Chris Blattman

Search
Close this search box.

What would Mamdani say?

This paper compares economic outcomes across areas in India that were under direct British colonial rule with areas that were under indirect colonial rule. Controlling for selective annexation using a specific policy rule, I find that areas that experienced direct rule have significantly lower levels of access to schools, health centers, and roads in the postcolonial period. I find evidence that the quality of governance in the colonial period has a significant and persistent effect on postcolonial outcomes.

A new RESTAT paper by Lakshmi Iyer. Ungated here.

4 Responses

  1. By Jove! This cannot possibly be true! Well, maybe it can, but the sample size of states is pretty small, innit? 8 states lapsed, of which 4 were annexed. So ex hypothesi the effect of British rule must be coming from just these 4 states. Mightn’t this just be chance?

  2. I’m not sure what Mamdani would say, but if anyone is interested this is what I had to say in my undergrad dissertation:
    http://www2.lse.ac.uk/economicHistory/pdf/WP131.pdf
    I think the key variable in Africa (and perhaps India as well) was the degree of pre-colonial political centralisation. Since this was high in the Indian princely states, this may have mitigated the adverse effects of indirect rule. In much of Africa is was much lower – in these less hierarchical societies access to power and productive resources was more ambiguous and therefore open to competition – which indirect rule then intensified. Incidentally, this fits in better with Sara Berry’s interpretation of indirect rule rather than Mamdani’s (who underestimates its flexibility in my opinion).
    And there was no such thing as ‘direct’ rule – just different types of indirect rule. In India there were around 200,000 Indians for every British colonial official. You try ruling over 200,000 Indians – you may find you need some help.

  3. The paper’s conclusions are badly framed. It proves the superiority of monarchy to all other forms of government.

  4. Haven’t had a chance to look at the paper in detail, but I doubt Mamdani would have lots to say on this. The definition of indirect rule in Iyer’s paper is very different from what Mamdani classifies as Indirect rule. Iyer simply lumps the princely states of India under the category of indirect rule, ignoring the troubled tribes of the northwestern and northeastern ‘frontier’ regions. Mamdani’s formulation is different and resembles the latter. In the princely states, there was no ‘tribalization’ and ‘ethnicization’ through an ossified link between ‘customs’ and ‘tribal lands’, something that is critical for Mamdani’s thesis.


■ Exercise prompt ■
Would you transcribe the records below exactly, omitting every picture?

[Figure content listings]
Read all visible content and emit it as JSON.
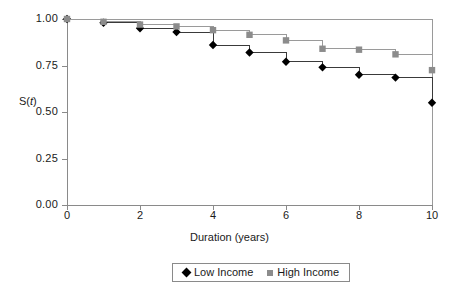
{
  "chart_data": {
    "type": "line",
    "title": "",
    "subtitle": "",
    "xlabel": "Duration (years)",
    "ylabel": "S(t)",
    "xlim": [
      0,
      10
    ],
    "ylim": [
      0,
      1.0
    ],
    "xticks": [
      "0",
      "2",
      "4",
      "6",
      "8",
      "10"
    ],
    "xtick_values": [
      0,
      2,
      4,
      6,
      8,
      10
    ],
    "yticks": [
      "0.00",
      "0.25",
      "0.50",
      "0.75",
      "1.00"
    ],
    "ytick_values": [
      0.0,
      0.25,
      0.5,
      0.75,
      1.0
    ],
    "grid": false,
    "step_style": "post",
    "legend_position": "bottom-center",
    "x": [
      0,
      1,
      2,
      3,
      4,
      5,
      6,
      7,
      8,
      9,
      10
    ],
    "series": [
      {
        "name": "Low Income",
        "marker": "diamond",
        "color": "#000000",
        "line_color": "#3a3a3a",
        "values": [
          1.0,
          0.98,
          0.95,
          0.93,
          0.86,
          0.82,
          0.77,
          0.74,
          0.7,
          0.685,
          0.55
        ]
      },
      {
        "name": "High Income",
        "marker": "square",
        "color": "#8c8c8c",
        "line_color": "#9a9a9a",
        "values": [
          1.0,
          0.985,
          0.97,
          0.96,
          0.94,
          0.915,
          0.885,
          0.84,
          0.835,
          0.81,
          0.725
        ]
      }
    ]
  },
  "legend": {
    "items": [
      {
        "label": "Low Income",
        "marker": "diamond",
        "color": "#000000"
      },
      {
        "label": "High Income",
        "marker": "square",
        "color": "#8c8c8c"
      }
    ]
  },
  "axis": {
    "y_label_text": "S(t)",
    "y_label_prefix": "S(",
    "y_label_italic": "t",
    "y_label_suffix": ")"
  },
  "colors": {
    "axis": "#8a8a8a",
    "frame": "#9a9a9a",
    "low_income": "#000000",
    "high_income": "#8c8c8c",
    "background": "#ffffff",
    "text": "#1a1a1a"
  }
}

■ Task output ■
Read all visible content and emit it as JSON.
{
  "chart_data": {
    "type": "line",
    "title": "",
    "subtitle": "",
    "xlabel": "Duration (years)",
    "ylabel": "S(t)",
    "xlim": [
      0,
      10
    ],
    "ylim": [
      0,
      1.0
    ],
    "xticks": [
      "0",
      "2",
      "4",
      "6",
      "8",
      "10"
    ],
    "xtick_values": [
      0,
      2,
      4,
      6,
      8,
      10
    ],
    "yticks": [
      "0.00",
      "0.25",
      "0.50",
      "0.75",
      "1.00"
    ],
    "ytick_values": [
      0.0,
      0.25,
      0.5,
      0.75,
      1.0
    ],
    "grid": false,
    "step_style": "post",
    "legend_position": "bottom-center",
    "x": [
      0,
      1,
      2,
      3,
      4,
      5,
      6,
      7,
      8,
      9,
      10
    ],
    "series": [
      {
        "name": "Low Income",
        "marker": "diamond",
        "color": "#000000",
        "line_color": "#3a3a3a",
        "values": [
          1.0,
          0.98,
          0.95,
          0.93,
          0.86,
          0.82,
          0.77,
          0.74,
          0.7,
          0.685,
          0.55
        ]
      },
      {
        "name": "High Income",
        "marker": "square",
        "color": "#8c8c8c",
        "line_color": "#9a9a9a",
        "values": [
          1.0,
          0.985,
          0.97,
          0.96,
          0.94,
          0.915,
          0.885,
          0.84,
          0.835,
          0.81,
          0.725
        ]
      }
    ]
  },
  "legend": {
    "items": [
      {
        "label": "Low Income",
        "marker": "diamond",
        "color": "#000000"
      },
      {
        "label": "High Income",
        "marker": "square",
        "color": "#8c8c8c"
      }
    ]
  },
  "axis": {
    "y_label_text": "S(t)",
    "y_label_prefix": "S(",
    "y_label_italic": "t",
    "y_label_suffix": ")"
  },
  "colors": {
    "axis": "#8a8a8a",
    "frame": "#9a9a9a",
    "low_income": "#000000",
    "high_income": "#8c8c8c",
    "background": "#ffffff",
    "text": "#1a1a1a"
  }
}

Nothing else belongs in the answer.